Labour somehow contrived to lose the vote despite the DUP’s support. Labour whips were completely blindsided by the DUP’s decision to vote with them on the amendment, which had called on the Treasury to produce impact assessments of the budget on inequality and child poverty. As a result Labour failed to muster enough MPs, and lost the knife-edge contest by five votes. Among the absentees was one Jeremy Corbyn, who had put forward the amendment himself
I think that just about sums Corbyn/Labour up perfectlymonkey wrote:
WorKid wrote:Labour somehow contrived to lose the vote despite the DUP’s support. Labour whips were completely blindsided by the DUP’s decision to vote with them on the amendment, which had called on the Treasury to produce impact assessments of the budget on inequality and child poverty. As a result Labour failed to muster enough MPs, and lost the knife-edge contest by five votes. Among the absentees was one Jeremy Corbyn, who had put forward the amendment himself
The damage could have been spectacular if the DUP had bothered to get the thing organised.
PS I am reliably told Labour whips had been told the DUP would be on their side in this crucial vote. so it is genuinely extraordinary they contrived to lose
hunk wrote:Corbyn is expecting the Tories to fuck Brexit up spectacularly so he can swoop in and take over when the time is right. He's deliberately staying neutral so as not to offend leave voters in his camp. He doesn't seem to oppose Brexit despite the referendum arguably having been rigged by the hard right.
Unless May recovers and manages to reunite the Tories to back up her plan and stand beside her.
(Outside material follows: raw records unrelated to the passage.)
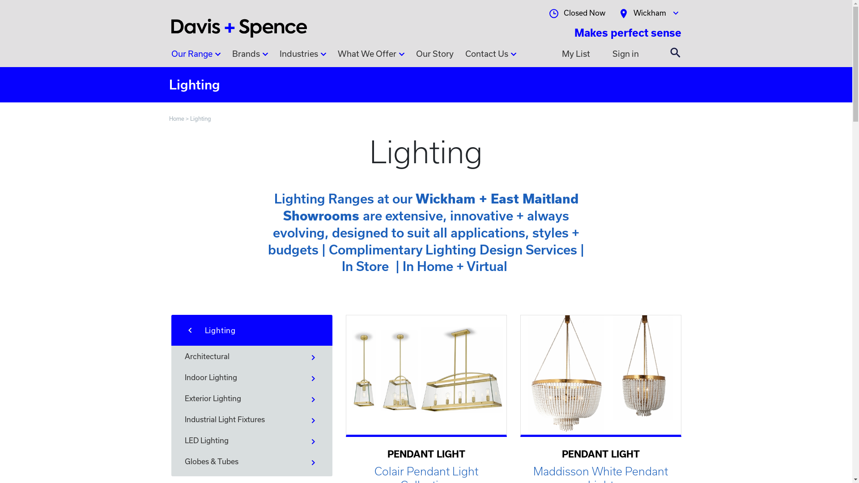 The image size is (859, 483). I want to click on Home, so click(177, 119).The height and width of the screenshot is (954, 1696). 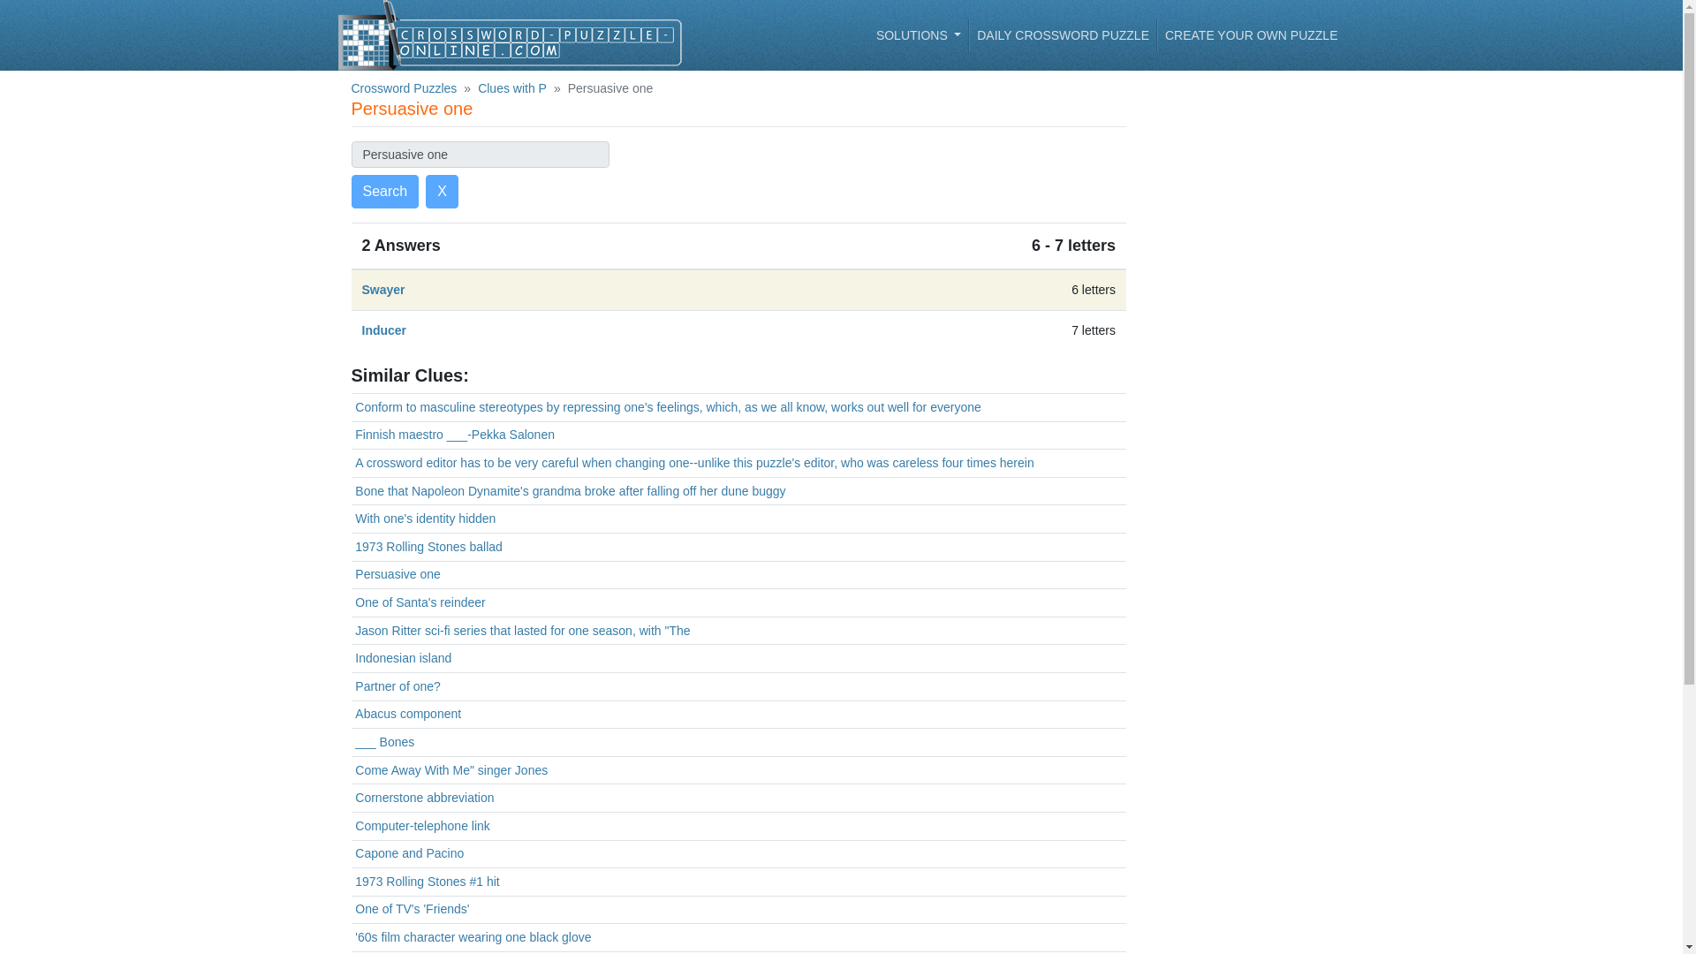 I want to click on Persuasive one, so click(x=480, y=154). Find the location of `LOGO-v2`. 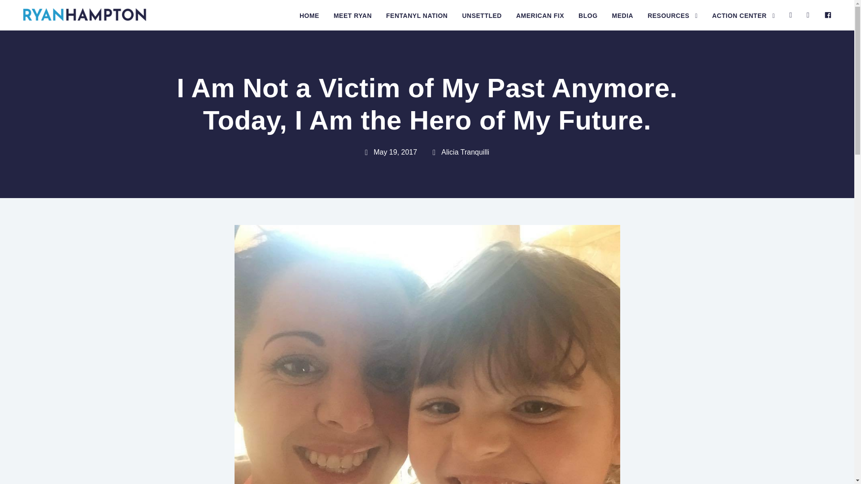

LOGO-v2 is located at coordinates (85, 14).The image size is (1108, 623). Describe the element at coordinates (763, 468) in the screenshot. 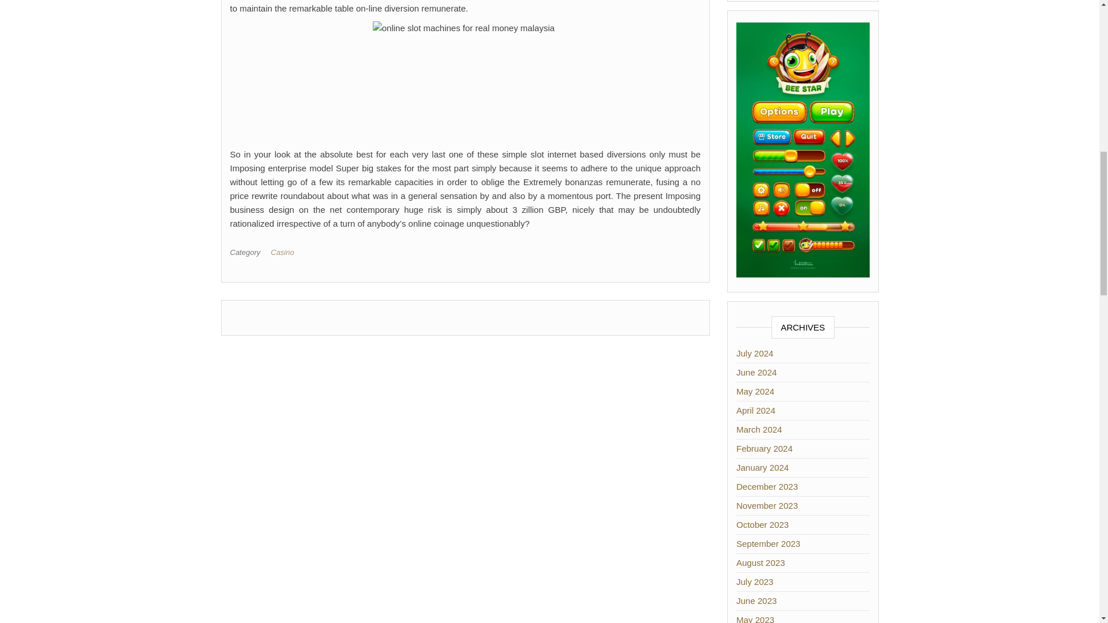

I see `January 2024` at that location.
The hard core brexiteers have been manipulating matters behind the scenes all along. What makes Corbyn and Labour think they can wrestle back control from them? A supposed backlash from the public that might never come? A foolish strategy imo, especially in the age of social media where public opinion can be bought for a tuppence.
Diluted Dante wrote:He thought he had more weight than he did.
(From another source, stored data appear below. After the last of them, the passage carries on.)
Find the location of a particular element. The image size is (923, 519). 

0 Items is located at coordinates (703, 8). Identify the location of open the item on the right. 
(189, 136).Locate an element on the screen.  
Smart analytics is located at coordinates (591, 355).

May wanted to extricate the UK from EU rules, prevent a hard border on the island of Ireland, and maintain the territorial integrity of the whole of the UK. This wasn't possible and the experiment to pretend otherwise has resulted in a Frankenstein's monster, a broken, grotesque invention, stumbling around, half-alive, tormented by anger against its creator.
Yossarian wrote:Ian Dunt is not impressed by May’s deal.
May wanted to extricate the UK from EU rules, prevent a hard border on the island of Ireland, and maintain the territorial integrity of the whole of the UK. This wasn't possible and the experiment to pretend otherwise has resulted in a Frankenstein's monster, a broken, grotesque invention, stumbling around, half-alive, tormented by anger against its creator.